After all, they were brothers in arms – coming together to celebrate Memorial Day a day early at the cemetery in Boulder City.

And so with the sun shining and not a cloud in the sky, members of the Vietnam Veteran Legacy Vets Motorcycle Club got off their bikes and shook hands and rubbed shoulders with at least a half-dozen Green Berets, all members of Nevada’s 51st Chapter of the Special Forces Association who just moments earlier placed a wreath at one of its monuments.

More speeches were given, the national anthem was played and those in the audience were reminded to thank a veteran today, because without him or her, there’s a good chance there would be no freedom.

“No greater love can be shown than to (lay) down your life for the life of a stranger,” said Desert Storm veteran Ray Packard, 42.

Or, as Plato has been quoted as saying, Packard added, “Only the dead have seen the end of war.”

That would include the roughly 28,000 veterans buried at the cemetery. The first veteran was buried there in 1990.

Since then, the cemetery has become, without fail, the epicenter of activity every Memorial Day, where tiny U.S. flags adorn the graves and where various monuments have cropped up over the years to honor the nation’s armed forces.

The Green Berets’ monument was created by Jerry Hocking, 72, a member of the 51st Chapter. He has been an artist on the side for most of his life when he wasn’t selling cars or working in the casinos.

The bronze-colored sculpture depicts a Green Beret helping a child in some distant land where war has occurred and where the Green Berets have come to its aid.

Etched below the sculpture are the words: liberator, defender, healer, teacher, builder and soldier, all of which the Green Berets are supposed to symbolize, Hocking said.

“That has always been our mission,” he said. “We liberate, we defend, we heal, we teach, we help build and we’re all soldiers, first and foremost.”
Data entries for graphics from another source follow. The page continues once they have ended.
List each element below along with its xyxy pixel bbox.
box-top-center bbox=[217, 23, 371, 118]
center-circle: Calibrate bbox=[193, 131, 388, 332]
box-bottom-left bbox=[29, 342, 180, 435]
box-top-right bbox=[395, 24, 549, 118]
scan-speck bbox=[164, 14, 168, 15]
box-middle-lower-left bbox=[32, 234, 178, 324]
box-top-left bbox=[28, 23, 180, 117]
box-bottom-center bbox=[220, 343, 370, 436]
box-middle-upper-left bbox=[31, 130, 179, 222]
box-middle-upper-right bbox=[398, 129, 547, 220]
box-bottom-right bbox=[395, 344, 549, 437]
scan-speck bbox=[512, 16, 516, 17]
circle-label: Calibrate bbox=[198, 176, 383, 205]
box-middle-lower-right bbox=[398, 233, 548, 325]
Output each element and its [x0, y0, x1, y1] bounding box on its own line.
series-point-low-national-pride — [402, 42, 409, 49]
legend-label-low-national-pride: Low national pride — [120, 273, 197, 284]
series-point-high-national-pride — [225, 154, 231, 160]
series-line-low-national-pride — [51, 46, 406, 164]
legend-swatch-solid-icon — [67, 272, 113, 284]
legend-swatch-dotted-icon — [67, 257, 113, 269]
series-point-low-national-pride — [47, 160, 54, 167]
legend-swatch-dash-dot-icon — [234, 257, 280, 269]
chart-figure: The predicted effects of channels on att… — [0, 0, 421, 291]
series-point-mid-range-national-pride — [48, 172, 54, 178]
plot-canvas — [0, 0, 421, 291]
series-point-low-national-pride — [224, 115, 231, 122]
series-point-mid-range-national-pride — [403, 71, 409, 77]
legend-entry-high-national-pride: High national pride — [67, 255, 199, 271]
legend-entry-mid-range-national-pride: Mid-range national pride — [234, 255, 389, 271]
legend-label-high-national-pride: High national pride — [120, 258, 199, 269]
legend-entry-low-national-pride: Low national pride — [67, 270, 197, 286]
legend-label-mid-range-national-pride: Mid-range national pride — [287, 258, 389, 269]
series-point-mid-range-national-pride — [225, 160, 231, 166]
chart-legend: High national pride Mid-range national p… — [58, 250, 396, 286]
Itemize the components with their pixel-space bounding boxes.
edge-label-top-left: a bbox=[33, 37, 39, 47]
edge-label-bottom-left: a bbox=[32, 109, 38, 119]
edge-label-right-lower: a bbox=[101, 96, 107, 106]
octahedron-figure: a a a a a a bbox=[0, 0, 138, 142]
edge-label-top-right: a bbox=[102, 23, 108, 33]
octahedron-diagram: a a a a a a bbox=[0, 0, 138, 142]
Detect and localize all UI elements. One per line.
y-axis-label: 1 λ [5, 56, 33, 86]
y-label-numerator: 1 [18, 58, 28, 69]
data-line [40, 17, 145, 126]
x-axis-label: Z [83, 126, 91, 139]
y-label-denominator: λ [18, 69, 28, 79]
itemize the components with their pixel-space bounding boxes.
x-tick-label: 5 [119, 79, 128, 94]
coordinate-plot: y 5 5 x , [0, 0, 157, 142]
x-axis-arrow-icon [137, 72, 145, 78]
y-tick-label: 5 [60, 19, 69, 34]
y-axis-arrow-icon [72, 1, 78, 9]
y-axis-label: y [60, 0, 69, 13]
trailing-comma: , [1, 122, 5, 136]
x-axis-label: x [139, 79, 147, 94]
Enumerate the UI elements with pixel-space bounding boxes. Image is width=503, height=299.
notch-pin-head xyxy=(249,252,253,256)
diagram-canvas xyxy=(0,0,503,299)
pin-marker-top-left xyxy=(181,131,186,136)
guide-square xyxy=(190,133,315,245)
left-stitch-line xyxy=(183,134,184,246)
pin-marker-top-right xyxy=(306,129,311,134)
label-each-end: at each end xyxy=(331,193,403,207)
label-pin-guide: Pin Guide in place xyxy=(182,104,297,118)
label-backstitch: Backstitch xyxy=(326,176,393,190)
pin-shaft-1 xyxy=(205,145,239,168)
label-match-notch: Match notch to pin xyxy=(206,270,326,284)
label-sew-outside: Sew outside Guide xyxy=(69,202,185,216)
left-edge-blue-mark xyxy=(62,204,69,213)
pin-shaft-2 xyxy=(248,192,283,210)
Since the early 1960s, 1,107 Green Berets have lost their lives in combat, said Al Hendley, 67, a Vietnam veteran and member of the 51st Chapter.

But none of them died in vain, Hendley added. Their deaths were for the sake of our freedom.

That’s what Memorial Day is all about: to remember them, he added.

“Unfortunately, Memorial Day is treated like a three-day holiday,” he said. “I think the general public tends to forget what it’s all about – unless, of course, they’ve had someone who’s served or lost their life in war.”